:: GIVEN INFORMATION ::

○ ○ ○ ○

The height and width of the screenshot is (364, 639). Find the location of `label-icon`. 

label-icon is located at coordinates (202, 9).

○ ○ ○ ○

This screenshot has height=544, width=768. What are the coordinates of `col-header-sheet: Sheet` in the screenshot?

○ ○ ○ ○

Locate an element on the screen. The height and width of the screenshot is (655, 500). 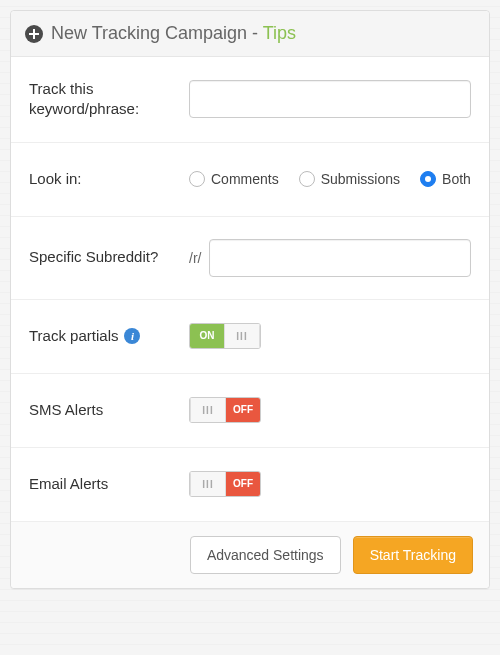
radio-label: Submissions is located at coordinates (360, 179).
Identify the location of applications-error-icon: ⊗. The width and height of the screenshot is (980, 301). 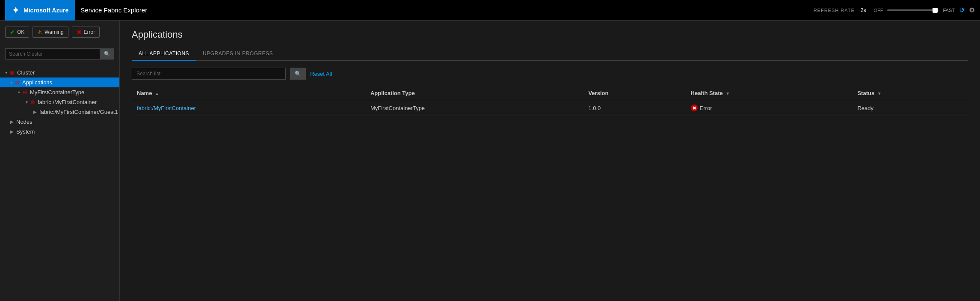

○ ○ ○ ○

:: TASK ITEM ::
Copy the listing above exactly, but only from the line with "Locate an element" through the line with "Identify the location", including those two lines and excluding any picture.

:: OUTPUT ::
Locate an element on the screen. The height and width of the screenshot is (655, 500). 
radio-label: Submissions is located at coordinates (360, 179).
Identify the location of applications-error-icon: ⊗. The width and height of the screenshot is (980, 301). 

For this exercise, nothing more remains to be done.